Linda Sue Price, Connections at TAG Gallery. Photo credit: Genie Davis.
Linda Sue Price: Getting Connected at TAG
Linda Sue Price, Connections at TAG Gallery
June 12- July 7th
By Genie Davis
The idea behind the newest work of neon artist Linda Sue Price is to reflect, literally and figuratively, the diversity and interconnected relationships of life in Los Angeles and our global relationships. She illuminates both with insightful backgrounds in the shine of her abstract neon light.
Two of her series, Connections and Continents, are both on display at TAG Gallery in mid-city. With Connections, Price uses a background of fascinating, crowd-sourced portraits that highlight the demographics of Los Angeles in particular, and California in general. We see photos that reflect race, age, gender, and orientation, following the fine tradition of social realism. We see members of the LGBTQ community, the disabled, immigrants, mixed-race relationships, generational relationships. Each photo is clearly visible; small, passport-photo size, they form a mosaic behind the neon wall sculptures mounted over them. The neon sculptural forms themselves are curved and beautiful, free, floating, soft, cursive-like. They represent, or rather riff on, the traditional yin-yang symbol. Some feel like small creatures or embryos. Others evoke a mysterious language.
The exhibition links these works with unlit clear tubing through which a fine metal chain runs – literally connecting the works together.
In Continents, the backgrounds utilize a variety of lush, patterned textiles created by indigenous cultures around the world, representing seven different continents. This work, too, utilizes clear tubing and chains, forming a full wall of connected art.
Like it or not, intentionally or by proximity, globally or locally, human beings, and cultures are bound to one another. Linked both by our inexorable humanness, our oneness, and, yes, our divides, it is our own spirituality that joins us – our “soul” if you will. Price explores this beautifully, with universal, abstract neon suspended in an almost dream-like way above concrete evidence of humanity’s connection, community, and the world we all share.
The artist’s free-form bending of neon tubes and her ability to construct curved, abstract forms gives viewers a look at neon art that is completely original. Some tubes are beaded, which causes the neon, argon, and krypton gasses used to appear to be moving inside the tube. Her colors are variants of the initial neon red, purple argon, mercury and argon blue, or krypton white. With coloring of the glass tubes and/or fluorescent powders baked inside the glass tubing, she has created other, subtle color shades from pink to green and orange to gold. The effect is subtle – and as diverse as her themes of connectedness and inter-relationships.
We are not used to seeing neon in the abstract, and in creating luminous works that are essentially undefined, Price is allowing viewers to look at something beautiful without any established preconceptions. In the same way, with her photographs or textiles as backgrounds, she is introducing viewers to a new way to look at the world we think we know. We are all different; we are all the same. We are different patterns, different colors, different shifts on the paradigm of yin and yang. We’re connected: as people, through continents, through families, through the families we make from our friends and communities.
Price translates these literal truths into something more ethereal; she’s bending our vision toward each other with the same seemingly effortless sweep of her neon shaping.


### Brief
Only the lines from the one containing "Given a 1024x683" through the end of the material should be printed, exactly as they appear. Leave out pictures.

────────────────────────────────────────

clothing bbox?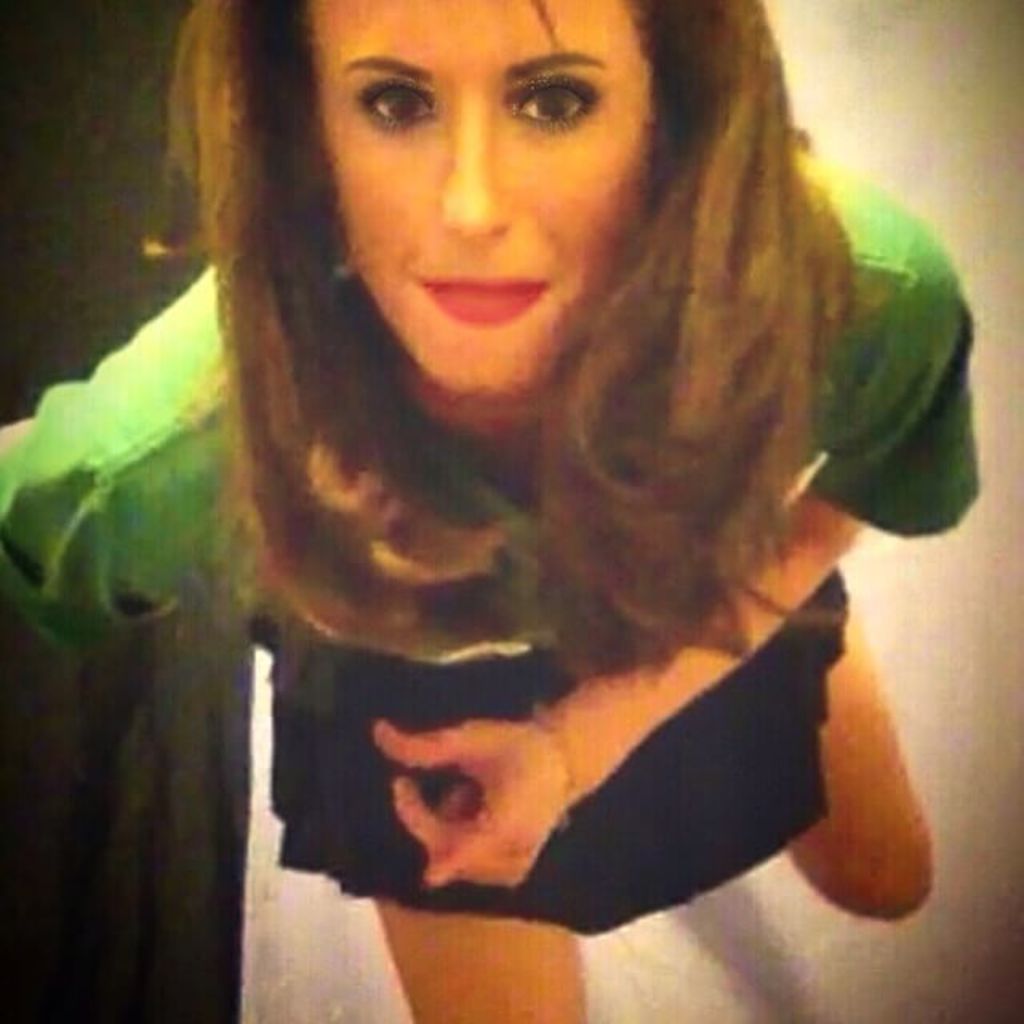
{"x1": 0, "y1": 141, "x2": 984, "y2": 670}
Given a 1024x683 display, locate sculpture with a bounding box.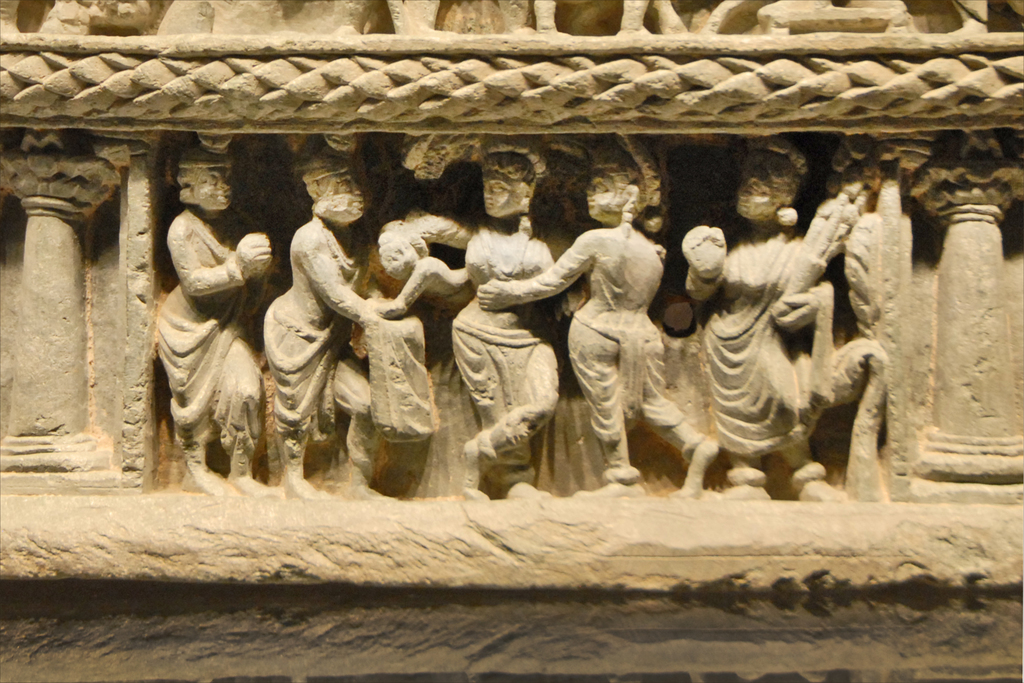
Located: (x1=357, y1=209, x2=461, y2=338).
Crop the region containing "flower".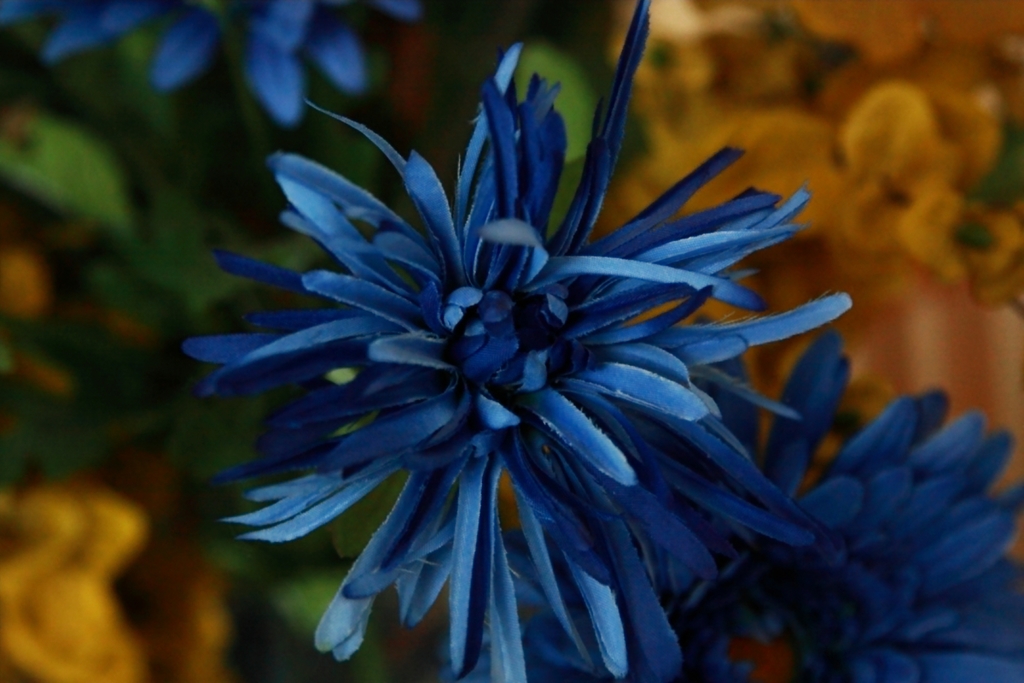
Crop region: x1=511 y1=333 x2=1023 y2=682.
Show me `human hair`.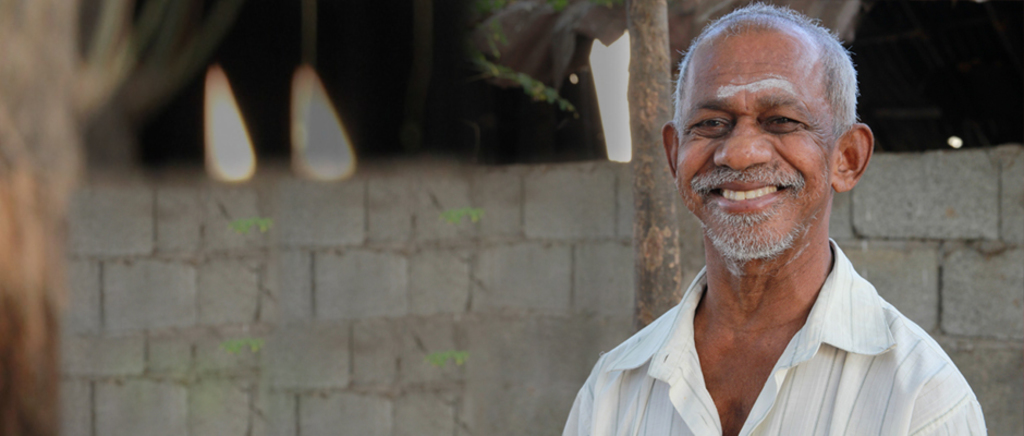
`human hair` is here: box(647, 8, 868, 240).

────────────────────────────────────────

### Solution
Given a 1024x683 display, locate sculpture with a bounding box.
Located: (x1=357, y1=209, x2=461, y2=338).
Crop the region containing "flower".
Crop region: x1=511 y1=333 x2=1023 y2=682.
Show me `human hair`.
`human hair` is here: box(647, 8, 868, 240).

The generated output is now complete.